Sx_Tape review (London Film Festival) (world premiere)
There’s no reason or logic in this found-footage yawner, and nothing rises to the level of even adolescent notions of sexy-scary.

There’s no reason or logic in this found-footage yawner, and nothing rises to the level of even adolescent notions of sexy-scary.

The familiar serial-killer flick gets a welcome shakeup, smashing to smithereens the tired trope of woman-as-victim and offering a bracing new perspective on an oft-told tale.

A fresh, funny slice-of-life, casually cutting in its feminism and utterly charming in its storytelling.

This pitiful would-be-sleazy melodrama is so terrible it can’t even manage to be cheesy.

I died laughing… and I’ve found a new respect for a Hollywood posse whose work I mostly haven’t enjoyed before.

Gangster Squad! In color! This is blustery postwar mythologizing about the violent birth of the modern metropolis, all pulpy-bright even when it’s night…
It’s the other alchoholic-gets-a-wakeup-call movie of 2012, though Smashed is a lot less flashy than Flight…
Bursting with equal parts exasperation, despair, cultural criticism, and black comedy…
I was literally in tears for parts of Argo, a purely physical reaction, not an emotional one, to deal with the tension. The only other option would have been to moan out loud, the film is almost that unbearably nerve-wracking.
David Ayer has pulled off an all-new LAPD cop action drama with a vibrancy so electric that the screen seems to sing from the film’s opening moments, and keeps ringing long after the film ends.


◆ **Your assignment**:
From the entries below, copy every line that holds the word "visible".
═══ The records ═══
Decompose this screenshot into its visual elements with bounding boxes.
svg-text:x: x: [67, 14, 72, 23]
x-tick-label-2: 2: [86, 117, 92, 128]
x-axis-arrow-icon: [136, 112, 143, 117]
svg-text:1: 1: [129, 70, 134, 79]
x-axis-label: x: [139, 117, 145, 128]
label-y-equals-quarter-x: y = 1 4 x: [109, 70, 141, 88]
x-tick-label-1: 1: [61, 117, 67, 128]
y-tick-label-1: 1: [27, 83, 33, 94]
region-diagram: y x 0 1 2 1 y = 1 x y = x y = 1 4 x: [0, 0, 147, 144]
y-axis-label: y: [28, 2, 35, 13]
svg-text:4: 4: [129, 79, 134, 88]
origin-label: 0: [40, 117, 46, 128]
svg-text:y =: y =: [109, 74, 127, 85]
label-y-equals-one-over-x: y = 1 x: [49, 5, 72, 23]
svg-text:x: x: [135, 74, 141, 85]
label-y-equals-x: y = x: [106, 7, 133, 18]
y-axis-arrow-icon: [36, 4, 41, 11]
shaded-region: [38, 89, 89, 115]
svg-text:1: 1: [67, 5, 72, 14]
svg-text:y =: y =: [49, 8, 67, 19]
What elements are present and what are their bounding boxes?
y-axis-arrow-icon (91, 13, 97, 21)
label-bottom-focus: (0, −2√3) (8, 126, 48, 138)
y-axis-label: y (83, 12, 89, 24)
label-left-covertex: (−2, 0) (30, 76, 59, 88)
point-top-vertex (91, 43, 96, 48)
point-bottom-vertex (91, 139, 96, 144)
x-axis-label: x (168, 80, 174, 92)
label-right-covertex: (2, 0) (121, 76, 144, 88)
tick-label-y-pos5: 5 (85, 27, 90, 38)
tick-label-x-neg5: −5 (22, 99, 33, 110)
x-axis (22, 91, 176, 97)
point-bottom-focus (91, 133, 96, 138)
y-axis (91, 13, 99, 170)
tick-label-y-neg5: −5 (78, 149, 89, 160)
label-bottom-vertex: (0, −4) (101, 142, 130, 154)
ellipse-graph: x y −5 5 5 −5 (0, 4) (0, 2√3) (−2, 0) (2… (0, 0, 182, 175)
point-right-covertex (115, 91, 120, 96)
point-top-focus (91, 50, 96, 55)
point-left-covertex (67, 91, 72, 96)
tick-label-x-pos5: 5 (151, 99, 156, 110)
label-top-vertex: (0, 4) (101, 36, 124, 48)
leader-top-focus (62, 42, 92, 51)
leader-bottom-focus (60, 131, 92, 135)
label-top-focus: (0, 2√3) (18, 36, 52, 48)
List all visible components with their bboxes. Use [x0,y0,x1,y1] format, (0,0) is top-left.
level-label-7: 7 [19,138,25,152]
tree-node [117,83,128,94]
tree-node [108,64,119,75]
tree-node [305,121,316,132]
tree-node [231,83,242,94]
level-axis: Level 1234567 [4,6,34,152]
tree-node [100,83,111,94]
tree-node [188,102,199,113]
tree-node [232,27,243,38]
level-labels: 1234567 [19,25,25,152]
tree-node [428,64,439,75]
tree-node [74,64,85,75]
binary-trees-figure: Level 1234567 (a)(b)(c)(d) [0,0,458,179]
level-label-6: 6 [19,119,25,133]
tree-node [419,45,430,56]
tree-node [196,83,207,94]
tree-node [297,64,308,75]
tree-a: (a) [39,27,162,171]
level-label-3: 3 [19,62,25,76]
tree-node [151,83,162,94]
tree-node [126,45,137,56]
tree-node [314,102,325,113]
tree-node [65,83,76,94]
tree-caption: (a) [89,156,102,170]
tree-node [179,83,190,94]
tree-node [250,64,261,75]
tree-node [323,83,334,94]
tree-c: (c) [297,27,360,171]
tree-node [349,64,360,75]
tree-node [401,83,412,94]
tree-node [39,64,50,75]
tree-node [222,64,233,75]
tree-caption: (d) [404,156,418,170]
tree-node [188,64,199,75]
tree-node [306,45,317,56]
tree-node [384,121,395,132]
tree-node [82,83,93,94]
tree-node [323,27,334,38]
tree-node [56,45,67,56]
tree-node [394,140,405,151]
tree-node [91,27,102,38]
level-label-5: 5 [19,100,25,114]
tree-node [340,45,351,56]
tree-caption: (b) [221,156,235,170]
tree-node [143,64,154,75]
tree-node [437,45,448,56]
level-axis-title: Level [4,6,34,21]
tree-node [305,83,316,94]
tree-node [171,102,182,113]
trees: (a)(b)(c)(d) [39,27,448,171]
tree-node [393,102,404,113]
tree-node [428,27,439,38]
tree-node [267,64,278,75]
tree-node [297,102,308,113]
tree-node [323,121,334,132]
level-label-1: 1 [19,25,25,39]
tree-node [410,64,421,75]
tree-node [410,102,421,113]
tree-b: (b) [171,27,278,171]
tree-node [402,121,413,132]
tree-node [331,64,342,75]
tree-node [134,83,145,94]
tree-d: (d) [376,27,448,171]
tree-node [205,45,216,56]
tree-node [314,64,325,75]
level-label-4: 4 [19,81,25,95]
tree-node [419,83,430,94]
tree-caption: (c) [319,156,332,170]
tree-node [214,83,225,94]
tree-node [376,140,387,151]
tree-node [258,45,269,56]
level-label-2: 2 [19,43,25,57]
═══
═══ The records ═══
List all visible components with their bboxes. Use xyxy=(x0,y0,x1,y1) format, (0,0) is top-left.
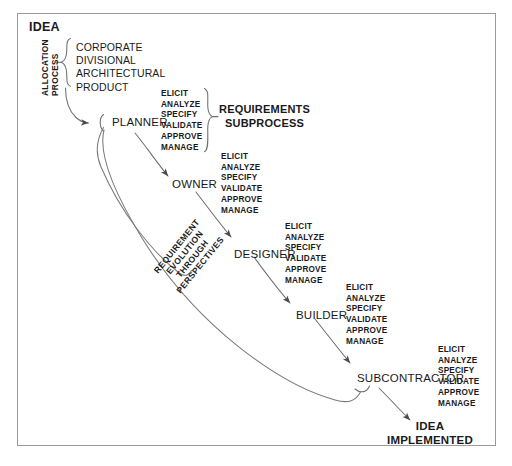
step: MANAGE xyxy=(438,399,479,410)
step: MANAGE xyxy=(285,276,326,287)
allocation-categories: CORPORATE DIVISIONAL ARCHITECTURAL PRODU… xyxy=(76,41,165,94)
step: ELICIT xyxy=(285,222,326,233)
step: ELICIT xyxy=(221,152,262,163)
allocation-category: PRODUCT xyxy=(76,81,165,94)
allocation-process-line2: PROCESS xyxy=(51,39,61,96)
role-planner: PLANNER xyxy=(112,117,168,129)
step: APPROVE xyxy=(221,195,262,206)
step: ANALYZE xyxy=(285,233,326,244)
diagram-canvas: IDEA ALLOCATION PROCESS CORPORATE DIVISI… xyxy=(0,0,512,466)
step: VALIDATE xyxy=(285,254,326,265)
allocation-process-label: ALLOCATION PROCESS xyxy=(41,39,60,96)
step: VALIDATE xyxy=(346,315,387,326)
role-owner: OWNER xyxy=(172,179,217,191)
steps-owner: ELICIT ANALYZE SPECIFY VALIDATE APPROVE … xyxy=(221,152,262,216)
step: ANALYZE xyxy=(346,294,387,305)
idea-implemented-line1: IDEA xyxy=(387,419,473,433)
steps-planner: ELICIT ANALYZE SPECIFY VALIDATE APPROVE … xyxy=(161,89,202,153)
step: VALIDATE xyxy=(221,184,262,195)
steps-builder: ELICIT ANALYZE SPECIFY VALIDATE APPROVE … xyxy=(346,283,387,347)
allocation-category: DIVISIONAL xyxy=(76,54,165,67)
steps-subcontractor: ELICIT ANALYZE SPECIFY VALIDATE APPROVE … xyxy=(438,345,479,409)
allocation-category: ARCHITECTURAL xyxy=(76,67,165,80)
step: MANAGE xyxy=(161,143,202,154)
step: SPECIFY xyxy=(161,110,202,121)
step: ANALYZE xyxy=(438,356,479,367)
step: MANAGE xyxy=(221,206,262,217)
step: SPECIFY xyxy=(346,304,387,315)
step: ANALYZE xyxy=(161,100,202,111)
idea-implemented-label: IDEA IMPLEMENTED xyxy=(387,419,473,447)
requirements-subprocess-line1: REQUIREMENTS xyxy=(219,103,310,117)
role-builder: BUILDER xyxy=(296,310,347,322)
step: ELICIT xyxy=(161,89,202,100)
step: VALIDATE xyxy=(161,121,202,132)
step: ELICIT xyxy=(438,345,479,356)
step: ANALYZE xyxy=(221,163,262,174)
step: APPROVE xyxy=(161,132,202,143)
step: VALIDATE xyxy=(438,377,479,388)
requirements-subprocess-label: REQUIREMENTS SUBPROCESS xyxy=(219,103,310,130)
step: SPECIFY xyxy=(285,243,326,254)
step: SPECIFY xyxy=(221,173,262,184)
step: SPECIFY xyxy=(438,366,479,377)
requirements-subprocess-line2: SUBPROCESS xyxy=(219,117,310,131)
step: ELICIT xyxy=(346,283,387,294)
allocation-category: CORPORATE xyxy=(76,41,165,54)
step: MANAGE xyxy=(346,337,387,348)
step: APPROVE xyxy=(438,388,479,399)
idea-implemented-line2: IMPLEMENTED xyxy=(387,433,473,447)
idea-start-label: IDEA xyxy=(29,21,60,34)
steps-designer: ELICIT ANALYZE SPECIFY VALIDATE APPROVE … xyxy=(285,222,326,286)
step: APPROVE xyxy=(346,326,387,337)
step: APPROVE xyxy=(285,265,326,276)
═══
◆ **Reply**:
List all visible components with their bboxes. Use [x0,y0,x1,y1] format, (0,0) is top-left.
List all visible components with their bboxes. Use xyxy=(x0,y0,x1,y1) format, (0,0) is top-left.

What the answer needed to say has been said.